By Bob Harris
The state law which created the city Department of Education and mayoral control also included a June 30 sunset provision. The state Legislature must either let the current law expire and go back to the city Board of Education structure, change it or leave it the way it is. This is important because the quality of our schools determines the quality of our students, which determines the quality of the city workforce.
This column has sought to print problems facing our public schools and the positive things found in them. Since state legislators will have to vote on any new law, hopefully you have ideas which you can convey to them.
Some children are kicked out of their homes or run away due to problems they face. There are parents who are alcoholics or drug users or who abuse their children. Some children are pressured to join gangs or buy or sell drugs or are bullied in school. TV shows and movies are often more gratifying than the lessons teachers are required to teach.
Mayor Michael Bloomberg and city Schools Chancellor Joel Klein say their policies are working and that standard test scores and graduation rates are up. But there are a half−dozen ways to fake test scores. Then there is the policy of credit recovery in high schools, where a student who failed a course can turn in an unmonitored report and receive credit for that course. I do not think this is terrible because sometimes a teacher has a personal hatred of a student and this could be a way to help that student.
Teachers learn from principals and sometimes pick on a student to show the class they mean business. This is the policy the principals now use on teachers. Some principals give “U” ratings to teachers to show they mean business. A teacher with 20 years of satisfactory work is given a “U,” then observed by the administration and given advice on how to be better. By the end of the school year, the teacher is given an “S” and the administrator can show the work done to improve the teacher. But if the teacher has too high a salary, he or she can be forced out so a new teacher can be hired at half the salary.
The City Council, state legislative education committees and individual legislators have been holding hearings. Parents have been complaining that they no longer have a voice in the weakened school districts. Superintendents have little or no power, community education councils have no power and parents have nowhere to go to solve problems — except newspapers. Some parents complain that the mayor ignores the law and it should be made stronger with oversight powers to make him follow the law and give parents more of a voice.
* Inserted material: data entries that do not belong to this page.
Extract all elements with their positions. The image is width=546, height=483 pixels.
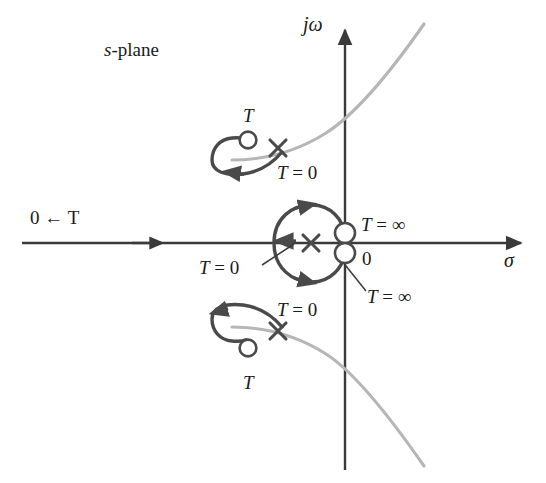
s-plane-suffix: -plane — [111, 39, 158, 60]
root-locus-figure: s-plane jω σ 0 ← T T T T = 0 T = 0 T = 0… — [0, 0, 546, 483]
lower-pole-T-equals-zero-label: T = 0 — [277, 300, 317, 319]
central-loop-lower-direction-arrow — [294, 278, 308, 282]
asymptote-curves-group — [232, 24, 424, 466]
real-axis-label: σ — [504, 250, 514, 270]
central-loop-upper-direction-arrow — [294, 205, 308, 208]
upper-branch-direction-arrow — [231, 173, 244, 175]
axes-group — [22, 30, 521, 470]
lower-zero-T-equals-infinity-label: T = ∞ — [367, 287, 411, 306]
upper-zero-T-equals-infinity-label: T = ∞ — [361, 215, 405, 234]
root-locus-drawing — [0, 0, 546, 483]
zero-marker-upper — [240, 132, 257, 149]
central-loop-upper-half — [274, 205, 345, 243]
zero-marker-origin-lower — [335, 243, 355, 263]
zero-marker-lower — [240, 340, 257, 357]
imaginary-axis-label: jω — [303, 14, 323, 34]
s-plane-label: s-plane — [104, 40, 159, 59]
upper-branch-T-label: T — [243, 106, 254, 125]
upper-pole-T-equals-zero-label: T = 0 — [277, 163, 317, 182]
central-loop-lower-half — [274, 243, 345, 282]
real-axis-left-annotation: 0 ← T — [30, 208, 79, 227]
asymptote-curve-upper — [232, 24, 424, 160]
asymptote-curve-lower — [232, 327, 424, 466]
lower-branch-T-label: T — [243, 373, 254, 392]
zero-marker-origin-upper — [335, 223, 355, 243]
origin-zero-label: 0 — [362, 249, 372, 268]
center-pole-T-equals-zero-label: T = 0 — [199, 258, 239, 277]
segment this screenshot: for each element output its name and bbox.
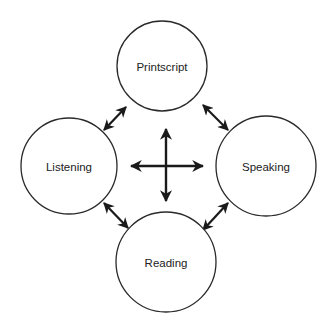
node-printscript: Printscript: [117, 21, 207, 111]
node-label-speaking: Speaking: [242, 161, 290, 173]
node-speaking: Speaking: [216, 116, 316, 216]
arrow-printscript-speaking-icon: [203, 105, 228, 130]
arrow-listening-reading-icon: [104, 203, 128, 228]
node-listening: Listening: [21, 118, 117, 214]
language-modes-diagram: Printscript Listening Speaking Reading: [0, 0, 332, 326]
node-label-listening: Listening: [46, 161, 92, 173]
four-way-arrow-icon: [131, 129, 203, 201]
node-label-printscript: Printscript: [136, 61, 188, 73]
node-label-reading: Reading: [145, 257, 188, 269]
arrow-speaking-reading-icon: [203, 203, 228, 230]
arrow-printscript-listening-icon: [104, 107, 126, 130]
node-reading: Reading: [116, 212, 216, 312]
The teachers suffer, but they have the United Federation of Teachers to support them. Tens of thousands of teachers and parents were at a recent City Hall rally. One good thing the DOE did was create smaller schools, but the bad thing was teachers were let go because the schools had become smaller. Some of these teachers had been teaching for 20 or 30 years and had large salaries. Principals would not hire them under the new system because the higher salaries used up too much of the money allocated to the school. New principals do not realize older teachers have institutional memories, which can be valuable.
Recently, there was a flap over the fact that UFT members gave Council members cards with questions during a hearing concerning charter school advocates. Some people were embarrassed that questions were given, but that is the duty of a teachers union. Teachers care because their own children attend city public schools. What should have been asked was:
• Do charter schools only select the best students and not those who are slow learners or have learning problems?
• How many problem students do charter schools expel?
• How much money do corporation presidents, who run charter schools, make?
If some of this information has made you curious, attend a meeting or hearing concerning the law which created the current city school governance structure. Write or call your legislators. You have until June.